What gave her more pause for thought was the effect that her weekend had produced on Riseholme. Lucia knew that all Riseholme knew that Olga and the Princess had lunched off cold lamb with Georgie, and had never been near The Hurst, and Riseholme, if she knew Riseholme at all, would have something to talk about there. Riseholme knew also that Lucia and her party had shrieked with laughter at the Museum, while the Princess had politely signed her name in the visitors' book after reverently viewing her great-aunt's mittens. But what else had been happening, whether Olga was here still, what Daisy and her ouija board had been up to, who had dined (if anyone except Georgie) at Olga's last night, Lucia was at present ignorant, and all that she had to find out, for she had a presentiment that nobody would pop in and tell her. Above all, what was Riseholme saying about her? How were they taking it all?
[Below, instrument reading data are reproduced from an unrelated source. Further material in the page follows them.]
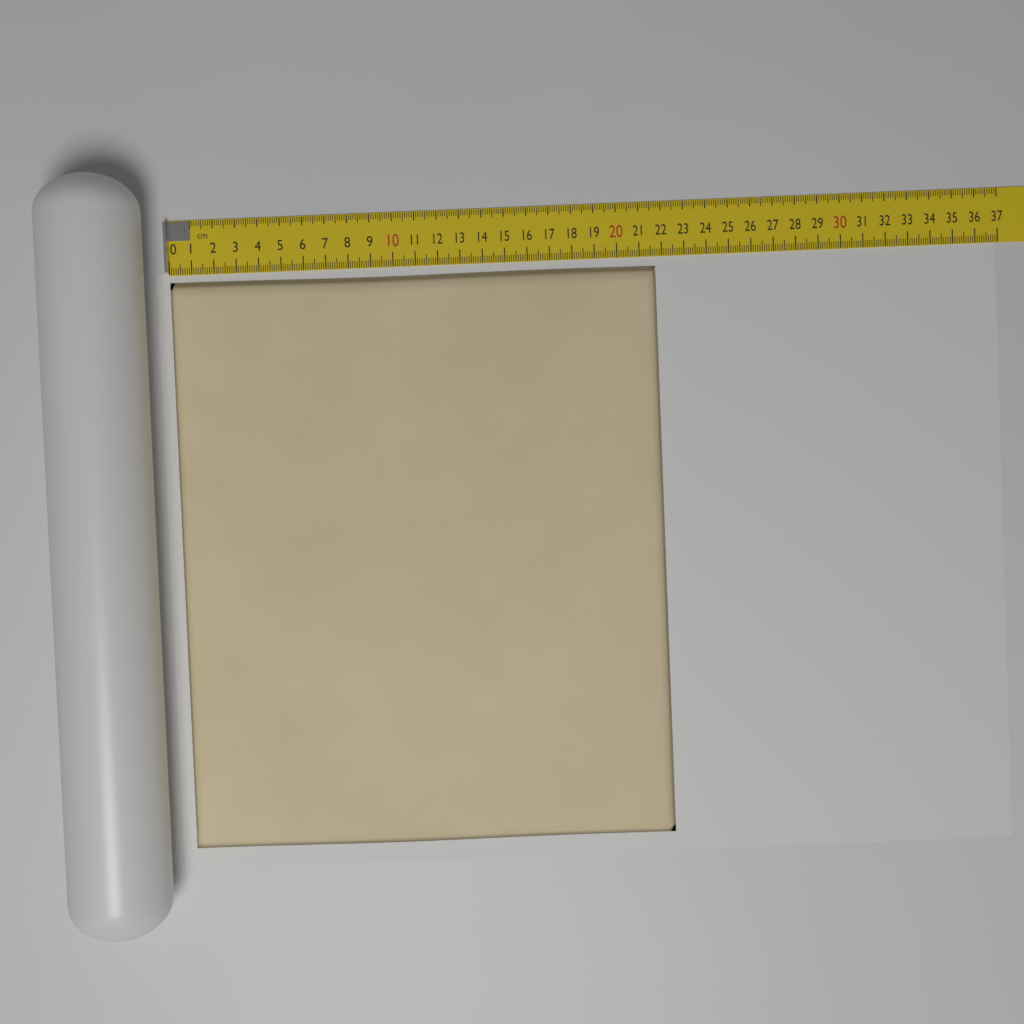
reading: 21.7 cm
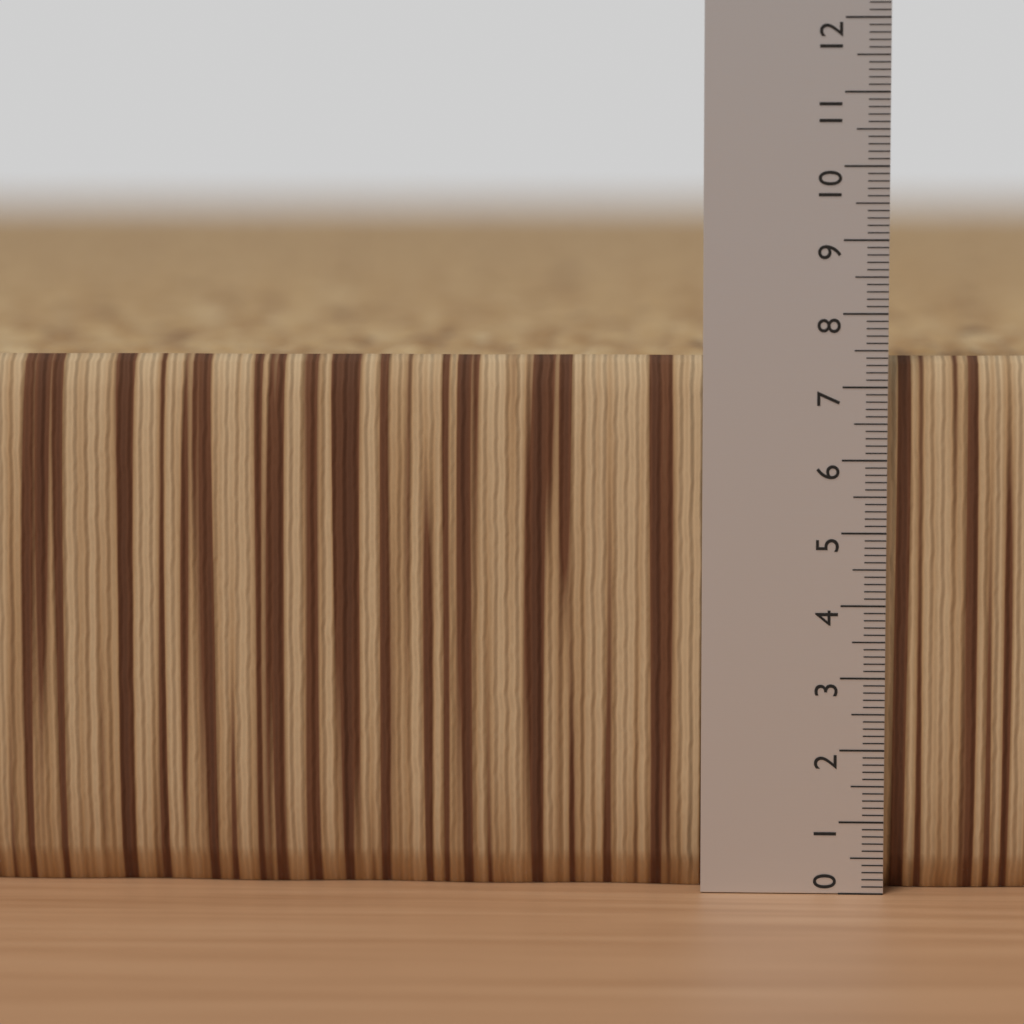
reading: 7.4 (no unit)
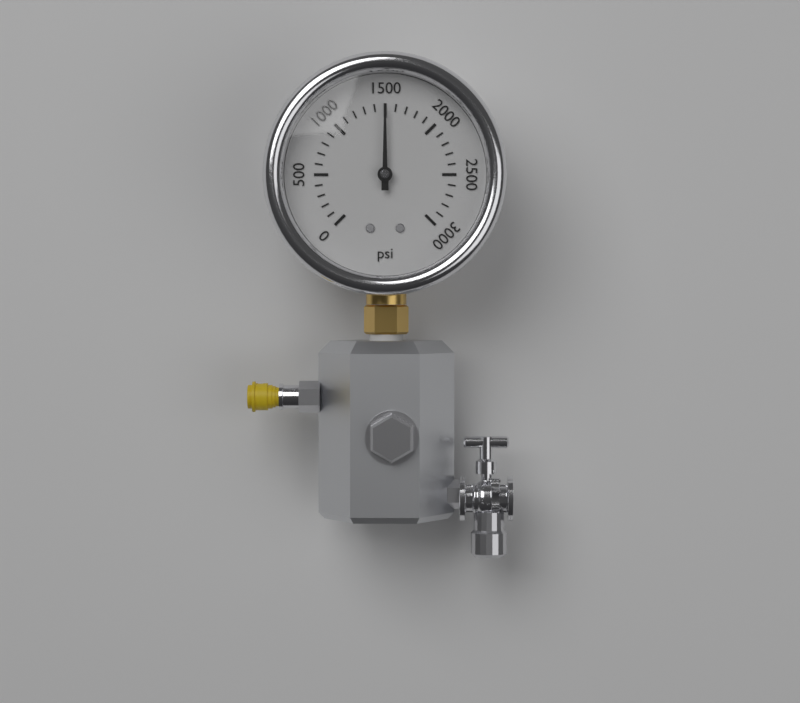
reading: 1500 psi
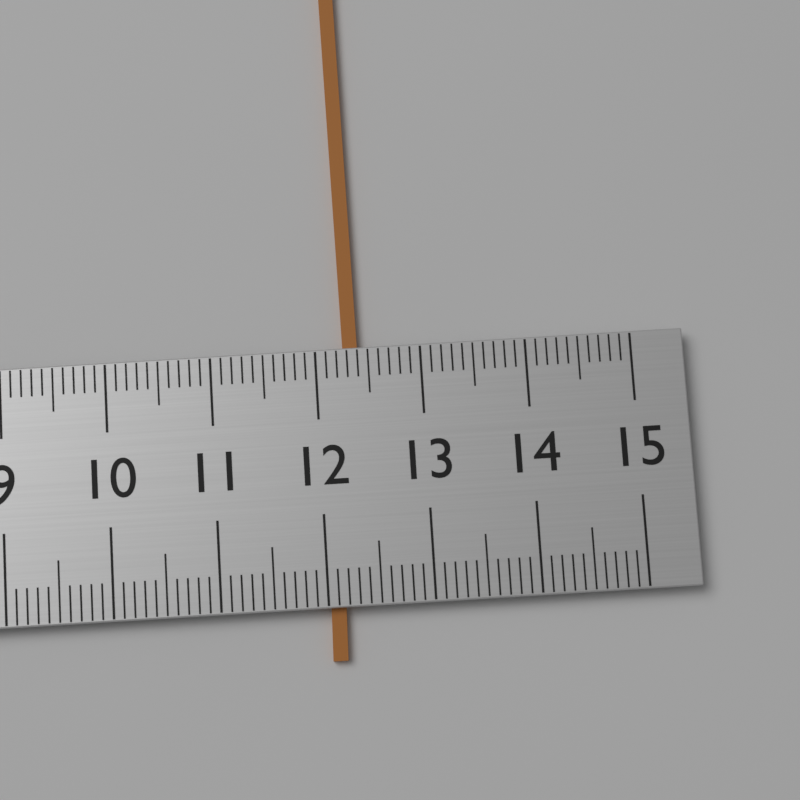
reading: 12.4 (no unit)
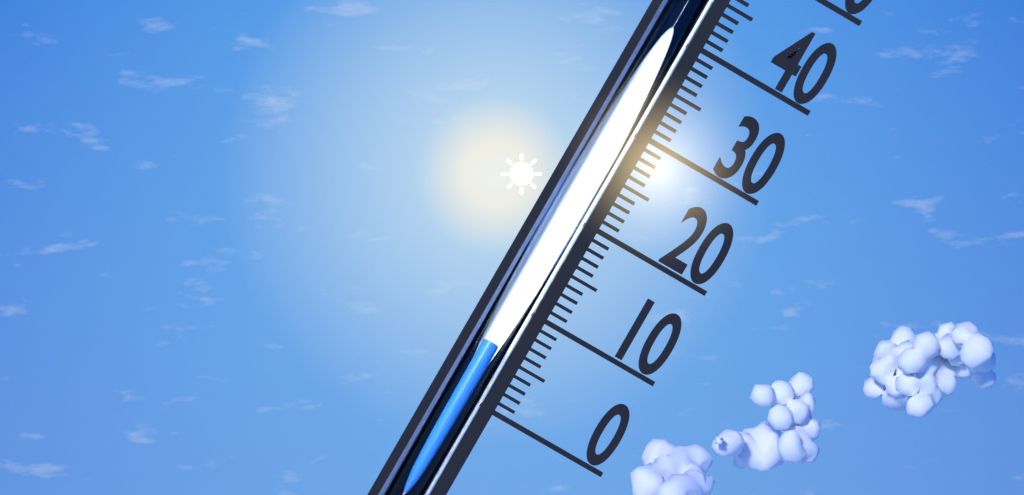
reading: 6 (no unit)
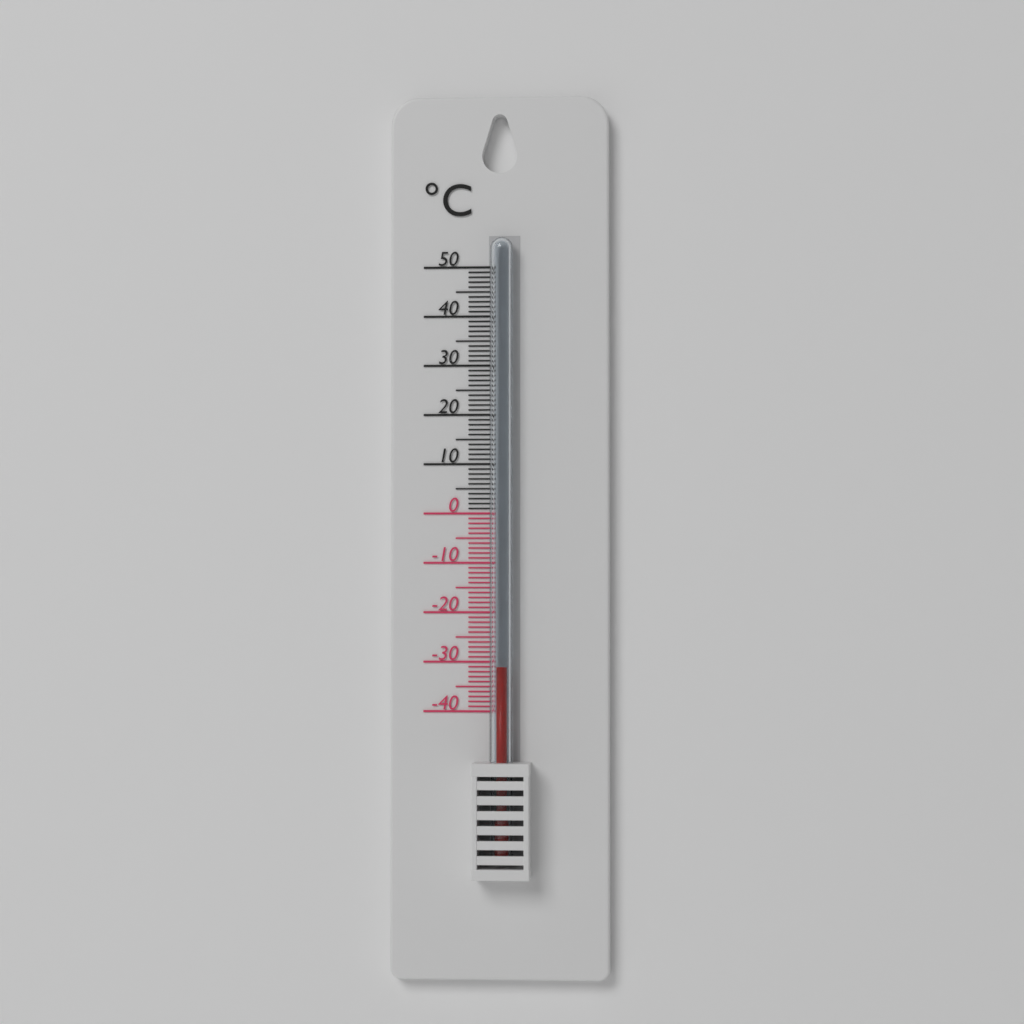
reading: -31 °C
Lucia had determined to devote this day to her old friends, and she rang up Daisy and asked her and Robert to lunch. Daisy regretted that she was engaged, and rang off with such precipitation that (so it was easy to guess) she dropped the receiver on the floor, said 'Drat,' and replaced it. Lucia then rang up Mrs Boucher and asked her and the colonel to lunch. Mrs Boucher with great emphasis said that she had got friends to lunch. Of course that might mean that Daisy Quantock was lunching there; indeed it seemed a very natural explanation, but somehow it was far from satisfying Lucia.

She sat down to think, and the unwelcome result of thought was a faint suspicion that just as she had decided to ignore Riseholme while her smart party from London was with her, Riseholme was malignant enough to retaliate. It was very base, it was very childish, but there was that possibility. She resolved to put a playful face on it and rang up Georgie. From the extraordinary celerity with which he answered, she wondered whether he was expecting a call from her or another.

"Georgino mio!" she said.

The eagerness with which Georgie had said "Yes. Who is it?" seemed to die out of his voice.

"Oh, it's you, is it?" he said. "Good-morning."

Lucia was not discouraged.

"Me coming round to have good long chat," she said. "All my tiresome guests have gone, Georgie, and I'm staying till domani. So lovely to be here again."

"Si," said Georgie; "just 'si.' "

The faint suspicion became a shade more definite.

"Coming at once then," said Lucia.

Lucia set forth and emerging on to the green, was in time to see Daisy Quantock hurry out of Georgie's house and bolt into her own like a plump little red-faced rabbit. Somehow that was slightly disconcerting: it required very little inductive reasoning to form the theory that Daisy had popped in to tell Georgie that Lucia had asked her to lunch, and that she had refused. Daisy must have been present also when Lucia rang Georgie up and instead of waiting to join in the good long chat had scuttled home again. A slight effort therefore was needed to keep herself up to the gay playful level and be quite unconscious that anything unpropitious could possibly have occurred. She found Georgie with his sewing in the little room which he called his study because he did his embroidery there. He seemed somehow to Lucia to be encased in a thin covering of ice, and she directed her full effulgence to the task of melting it.